InCity Letter
The 10 worst housing properties in Worcester as of November 22, 2006 are all in District 4. The District that is represented by Councilor Barbara Haller who spends hours giving lip service to closing the PIP shelter but never offering solutions for improving or moving it. She is always shaming and blaming social service agency properties and the people living in their houses for causing problems rather than giving them credit for the positive impact they more often than not have on neighborhoods. She is constantly singing the praises of the Main South CDC as the role model when in reality their next 24 units of housing only represents about $120,000 in new tax revenue. My question is what is the cost to develop and build those 24 units? Thank goodness at last the Main South CDC gets it and is building some environmental friendly housing in District 4.
How much of our tax revenue is spent on the cost of the city services needed to address the issues of the 10 worst properties in District 4? Not to mention the human cost felt by the tenants, who are forced to live in these often dangerous, unsanitary, rodent infested, trash ridden, and unsafe properties. Forced to live there due to a lack of affordable well-maintained rental properties and afraid to report the conditions in fear of retribution from their landlord. Plus think of the negative impact those landlords and their unkempt properties have on the neighbors and the neighborhood overall.
I suggest that Councilor Haller might better use her time not just editorializing about these properties, but rather to step up to the plate and help the Health and Codes Department to more aggressively target absentee landlords. Support the neighbors and the tenants living with these conditions by working with them and helping them to know what they can do as tenants and neighbors to put pressure on absentee landlords. And then at budget time support the Code Department and its inspectors by demanding more money in the budget to hire more staff.
This issue of absentee landlords and blighted dangerous properties in District 4 has to be targeted because it is a major a public safety issue in the District. Plus, it is only right that people living in District 4 have affordable and safe rental properties to live in, especially when the rents they pay are so outrageously high.
Those of us living in District 4 need leadership that will no longer allow these properties to languish. We need a change in direction and focus in District 4 that fosters proactive education for all landlords and tenants and enables the codes division to concentrate on fixing the worst of the worst properties. If a raise for Councilor Haller were dependent on her performance for holding the absentee landlords of the 10 worst properties accountable in District 4 she would not get one.
Submitted by Lynne Simonds
December 18, 2006Lynne Simonds for District Four
1 Comments:
Ms Simonds:
If you are really concerned about the lack affordable housing in Main South, I think you should look into the operations of Main South CDC. An friend of mine bought a 1/2 of duplex on Beacon St. and he only owns the house and not the land that it sits on. He has to lease the land. The price he paid for this 1/2 duplex house is way too high when you consider that it does not include the land. I can buy a 1/2 duplex in this area for 180,000 and it does include the land. What incentive does my friend have to keep up the property when local real estate agents have told him he will never be able to resell the house only ( no land) for anything close to what he paid for it? This is a ripoff especially when you consider how prices have risen since his purchase. If you think that Main South CDC produces affordable housing, then I Have some sorry news for you. Ask Mr Teasdale if he would ever buy so called real estate such as this. Ask a dozen real estate agents what one of these places will fetch. It isnt even real estate if one doesnt own the land. It's identical to a trailer park, but even worse because the "tenant" cannot even remove his structure as a mobile home owner could in a trailer park. Wait till a few of these places go into foreclosure and you'll see what they fetch. Whats Main South CDC's next venture, a community garden that is long term leased/rented to share croppers?
I anxiously await your response and also Mr. Teasdales, too. Surely he reads this blog. Thank you.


**What you are asked to do:** Write the records out exactly as shown. No pictures.

**Extracted material:**
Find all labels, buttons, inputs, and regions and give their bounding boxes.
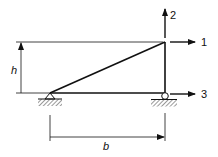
- b-label: b: [103, 140, 109, 152]
- member-diagonal: [50, 42, 165, 93]
- h-label: h: [11, 64, 17, 76]
- dof-3-label: 3: [201, 88, 207, 100]
- dof-2-label: 2: [170, 9, 176, 21]
- pin-support: [38, 93, 62, 106]
- roller-support: [151, 93, 177, 107]
- dof-1-label: 1: [201, 36, 207, 48]
- truss-diagram: h 2 1 3 b: [0, 0, 218, 157]
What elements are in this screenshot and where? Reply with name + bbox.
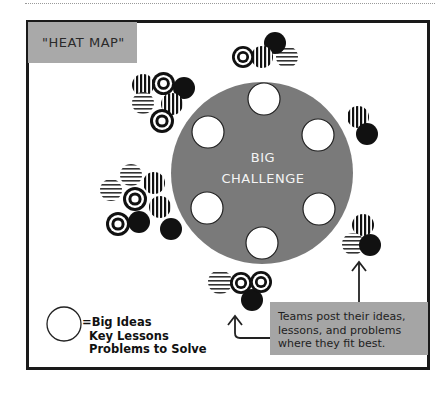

**Answer to this problem:**
Find all labels, buttons, inputs, and regions and give their bounding boxes.
- b-label: b: [103, 140, 109, 152]
- member-diagonal: [50, 42, 165, 93]
- h-label: h: [11, 64, 17, 76]
- dof-3-label: 3: [201, 88, 207, 100]
- dof-2-label: 2: [170, 9, 176, 21]
- pin-support: [38, 93, 62, 106]
- roller-support: [151, 93, 177, 107]
- dof-1-label: 1: [201, 36, 207, 48]
- truss-diagram: h 2 1 3 b: [0, 0, 218, 157]
What elements are in this screenshot and where? Reply with name + bbox.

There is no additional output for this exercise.